Frances Tanzer is a historian of modern Central and East Central Europe, Jewish culture, and the Holocaust. Her scholarly work straddles Central and Eastern Europe, while also examining the region’s global interconnections—particularly those connections established through migration and forced displacement. Her research examines the aftermath of the Holocaust; histories of displacement; and the history of antisemitism and philosemitism. A sustained interest in visual culture and performance unites her explorations of these themes.
Tanzer’s first book, Vanishing Vienna: Philosemitism, Modernism, and Jews in a Postwar City (University of Pennsylvania Press, 2024) examines the fraught process of cultural reconstruction in Vienna from 1938 through the early 1960s. Vanishing Vienna’s starting point is the observation of the profound Jewish absence produced by the Holocaust: how does a city reimagine its culture in the relative absence of a once constitutive minority? In Vienna, conceptual and practical challenges grew from the reality of Jewish absence. In response to these challenges, this book argues that philosemitism became a surprising but foundational component of cultural reconstruction efforts and postwar Austrian identity, as well as early conceptions European integration and postwar discourses of cosmopolitanism.

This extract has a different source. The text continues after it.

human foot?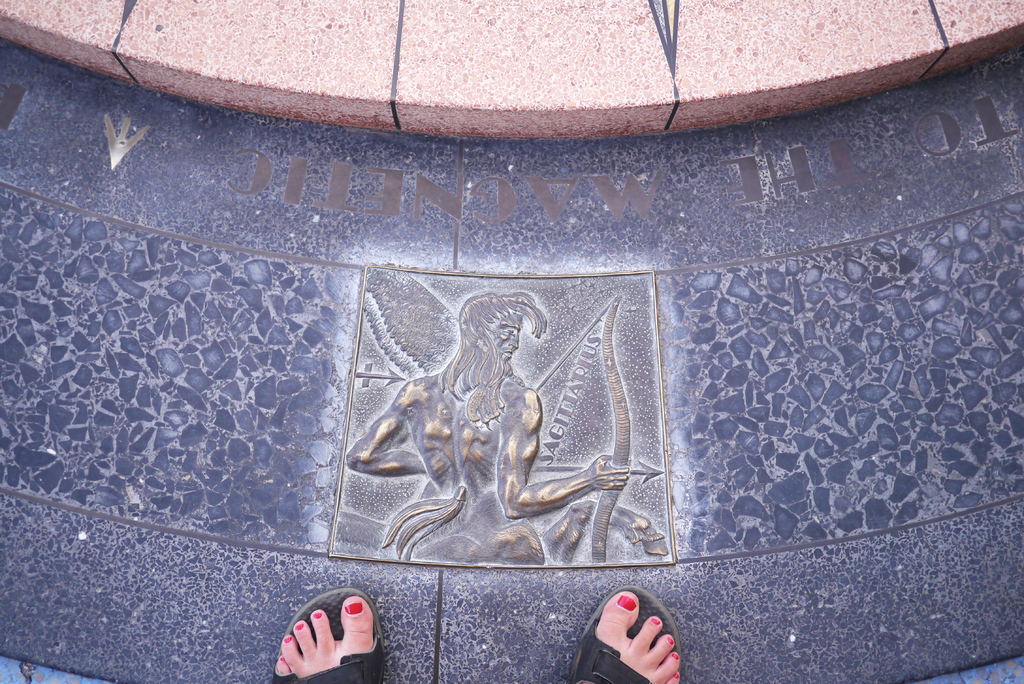
(x1=586, y1=608, x2=687, y2=683)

Her second book project, Klezmer Dynasty: An Intimate History, 1880-2019, focuses on her own family, the Brandwein klezmer musicians of Habsburg Galicia. They innovated klezmer music and Jewish culture from 1880 to 2019 as they experienced the changes wrought by modernity, migration, the Holocaust, and its aftermath. This project connects the large-scale transformations that defined modern Jewish history to personal stories of reinvention.

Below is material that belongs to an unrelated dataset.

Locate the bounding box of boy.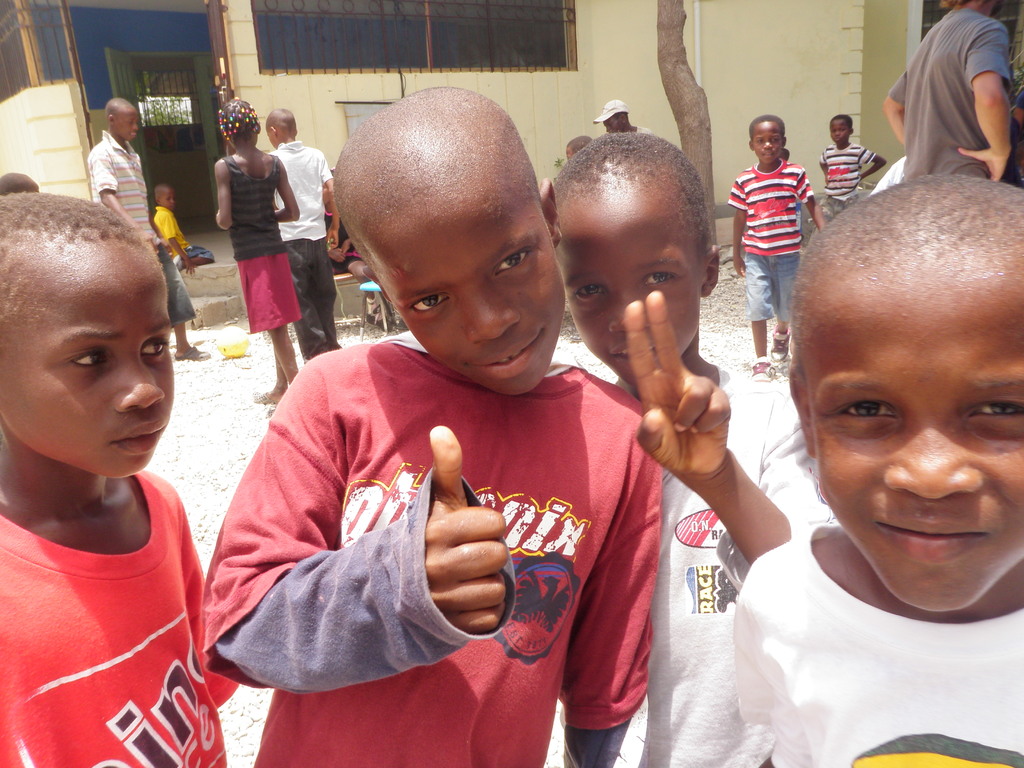
Bounding box: rect(733, 176, 1023, 767).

Tanzer recieved her B.A. (2010) in studio art and history from the University of Toronto and her MA (2012) and Ph.D. (2018) from Brown University. Her work has been supported by the Mandel Center for Advanced Holocaust Studies at the United States Holocaust Memorial Museum, the Getty Research Institute, the Center for Jewish History, the Remarque Institute at NYU and others. At Clark, Tanzer offers undergraduate and graduate classes in European history, the Holocaust, and refugee histories, as well as urban culture, modern memory, antisemitism and racism, and border technologies. She is presently the Director of Graduate Studies at the Strassler Center.